Yvon de Villarceau, Rue, [265]

[Z]

Zacharie, Rue, [126], [335]

FOOTNOTES:

[A] The pictures have been arranged on a different plan since their return to the palace after the war.

[B] Part of Rue de Beaubourg, Rue du Renard, and other old streets here are soon to disappear, their area transformed into a wide new avenue.

[C] Bombs worked havoc here in the last year of the Great War (1914-1918).

[D] The carting away of these vestiges has, we hear, just been decreed.

[E] On the Peace Fête, July 14th, 1919, the Arènes were arranged as a theatre, and the performance of a classical play, “Le Cid,” took place on the spot where wild beasts had fought of yore; while twentieth-century Frenchmen sat on the very stone seats whereon had sat Romans and men of primitive Gallic tribes in the earliest days of the history of Paris and of France.

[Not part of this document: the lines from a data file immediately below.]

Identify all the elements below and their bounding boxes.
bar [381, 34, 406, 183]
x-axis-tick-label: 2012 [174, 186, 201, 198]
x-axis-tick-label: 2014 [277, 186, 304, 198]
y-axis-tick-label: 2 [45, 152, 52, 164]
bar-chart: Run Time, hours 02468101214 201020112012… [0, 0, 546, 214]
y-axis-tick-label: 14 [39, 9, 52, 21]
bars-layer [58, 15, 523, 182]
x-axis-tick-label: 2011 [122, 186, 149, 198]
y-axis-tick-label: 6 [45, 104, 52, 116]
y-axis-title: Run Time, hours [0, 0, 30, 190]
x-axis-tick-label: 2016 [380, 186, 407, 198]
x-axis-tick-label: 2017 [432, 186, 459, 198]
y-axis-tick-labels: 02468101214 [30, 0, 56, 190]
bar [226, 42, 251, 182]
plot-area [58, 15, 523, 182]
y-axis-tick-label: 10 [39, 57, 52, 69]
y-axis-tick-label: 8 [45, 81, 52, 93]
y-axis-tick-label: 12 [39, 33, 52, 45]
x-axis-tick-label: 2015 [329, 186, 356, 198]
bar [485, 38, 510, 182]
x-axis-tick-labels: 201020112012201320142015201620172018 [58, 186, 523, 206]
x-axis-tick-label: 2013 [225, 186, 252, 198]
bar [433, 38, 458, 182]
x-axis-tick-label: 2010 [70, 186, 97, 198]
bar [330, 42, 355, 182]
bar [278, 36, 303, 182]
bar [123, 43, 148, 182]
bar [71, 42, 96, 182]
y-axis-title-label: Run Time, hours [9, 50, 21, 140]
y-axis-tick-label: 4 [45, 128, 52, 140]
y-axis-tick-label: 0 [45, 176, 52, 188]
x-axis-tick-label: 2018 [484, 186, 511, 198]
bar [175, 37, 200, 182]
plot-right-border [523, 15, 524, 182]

[F] On July 14th, 1919, the French Army and contingents from the armies of the Allies, victorious after the dread war which had raged since August, 1914, passed in triumphal procession beneath the Arch, and the chains which, since 1871, had barred its passage, were taken away for good. On November 11th, when the “unknown soldier” was buried in Westminster Abbey, the “poilu inconnu” was laid beneath the Arc de Triomphe, and is now buried there.